It's never easy to be a coach, especially when you have a pair of superstars pupils. In a recent interview with Outlook, Yohan Blake, the world's second-fastest man, expressed his anguish when he was repeatedly denied the opportunity to challenge his Jamaican training partner Usain Bolt. Blake, the youngest ever 100m world champion and Bolt, an eight-time Olympic gold medallist and 100m world record holder, had a common mentor – Glen Mills.
Even though they ran frequently in the Jamaican relay team, Blake's relationship with Bolt was anything but cordial. It was eloquently clear in the way Blake, who is targeting the 100m gold at the 2020 Tokyo Olympics, spoke about Bolt, whose final race at the 2017 world championship denied Jamaica the 4 x 100m relay gold. Blake now has a new coach and probably felt betrayed that Mills never let him become the sprinter that he really was. "I was born at the wrong time," Blake would say.
Pullela Gopichand has probably faced similar situations when he trained Saina Nehwal and PV Sindhu at his Hyderabad academy. Sportspersons are fiercely emotional by nature. In individual sports like athletics, badminton and tennis, possessiveness is like a double-edged sword. Every top athlete, who share a coach, has lived with it. Gopichand faced, felt and withstood it. In Boria Majumdar and Nalin Mehta's book Dreams of a Billion: India And The Olympic Games, the former All-England champion and current national coach has for the first time spoken about his feelings when Saina Nehwal deserted his academy in 2014 to train at Prakash Padukone's in Bangalore.
Air of negativity
Saina Nehwal's bronze medal at the 2012 London Olympics turned out to be a sort of 'curse' for Gopichand. For lack of coaches at his academy, Gopichand was handling more than one player capable of doing well in world tournaments.

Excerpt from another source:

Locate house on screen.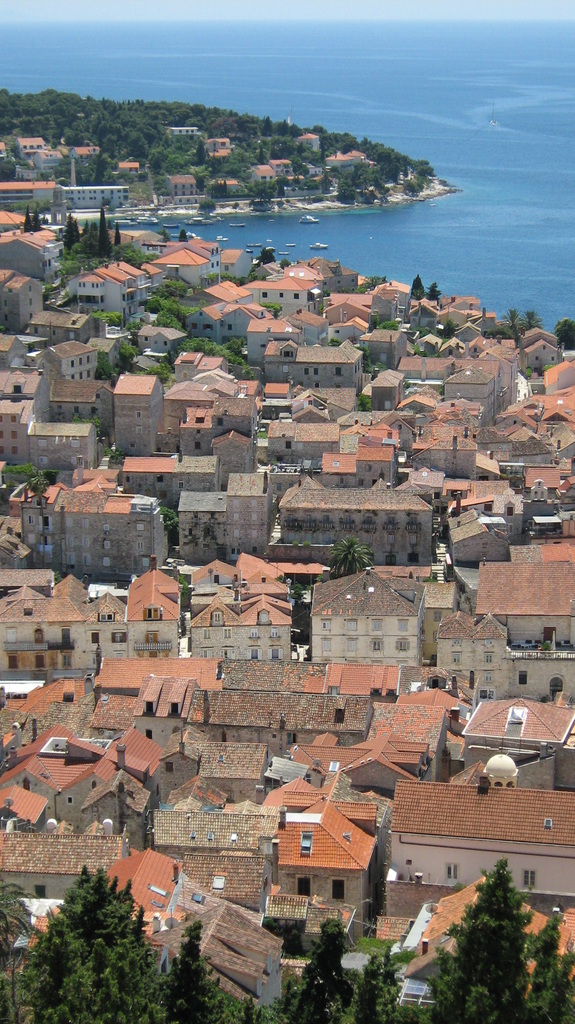
On screen at [left=412, top=299, right=439, bottom=329].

PV Sindhu, who remained in Saina's shadow till 2012, made life harder for Gopichand with her world championships bronze in 2013. Defeats often give birth to negativity and after her loss in the world championships, Saina's doubts only multiplied. Was 'Gopi Sir' giving her all the attention she deserved? Or, is he more inclined towards Sindhu?
According to Parupallu Kashyap, Pullela Gopichand failed to salvage the situation after PV Sindhu's bronze in the 2014 World Championships, and Saina Nehwal was determined to leave.
‘Saina felt Gopi sir was hers and hers alone. It was a very different bond that the two of them had. For years Gopi had worked on her. All of a sudden Gopi had a lot of players to look after and Sindhu had started to show good results. Again, I don’t blame either Saina or Gopi for the fallout. I had started to see things go wrong and did my best to control the negativity. But I was helpless,’ said shuttler-husband Parupalli Kashyap to Dreams of a Billion: India And The Olympic Games, published by Harper Collins. "Each time Gopi tried to discipline Saina she would take it as an affront...She wasn’t willing to buckle down and do things the way Gopi wanted her to. She wasn’t in the best headspace and nor was Gopi," said Kashyap.
After Sindhu won the bronze at the Denmark World Championships in 2014, Saina was "shattered" after she lost early, says Kashyap. Gopichand apparently failed to salvage the situation and Saina was determined to quit the Hyderabad academy.
Gopichand's confession
‘It was as if something very dear was being taken away from me. Earlier, I had literally begged her not to go. But by then she had been influenced by others and had already made up her mind. While I did not want to hold her back and stall her progress, I knew this was something that wasn’t beneficial for either of us. Yes, I indeed had other players to look after and Sindhu had made serious progress in the two years between 2012 and 2014. But I had never intended to neglect Saina. Maybe I wasn’t able to convey this to her,’ said Gopichand.
Its a mystery to Pullela Gopichand that Prakash Padukone has never spoken anything positive about him, says the former.
Usually unflappable and reticent, Gopichand feels Saina could have been guided better. "Maybe Viren (Rasquinha) or Vimal (Kumar) or Prakash sir could have spoken to her. I don’t know why they did not. In fact, they encouraged her to leave Hyderabad. It is a mystery to me why Prakash sir has never said anything positive about me while I have always looked up to him as my role model," says Gopichand in the book.
Saina became world No. 1 during her stint with Vimal Kumar in Bangalore. Saina won three Superseries titles and entered the finals of the World Championships and All-England in 2015. "It wasn't a fight. There were some things that I wanted to change and wanted to see how it all worked out with a little bit of change in my training," Saina had reportedly said. After her failure in Rio 2016, an injury-prone Saina was back with Gopichand in 2017. Kashyap revealed Saina had a fine fracture in the ankle and was in no shape to go to the Olympics.
"It was clearly the worst phase in her life. She had lost early in the Olympics and it had wasted months and years of hard work. Gopi sir wasn’t with her anymore and she was soon to have surgery to get things back on track. She had no friends in Bengaluru and did not really know what to do," said Kashyap.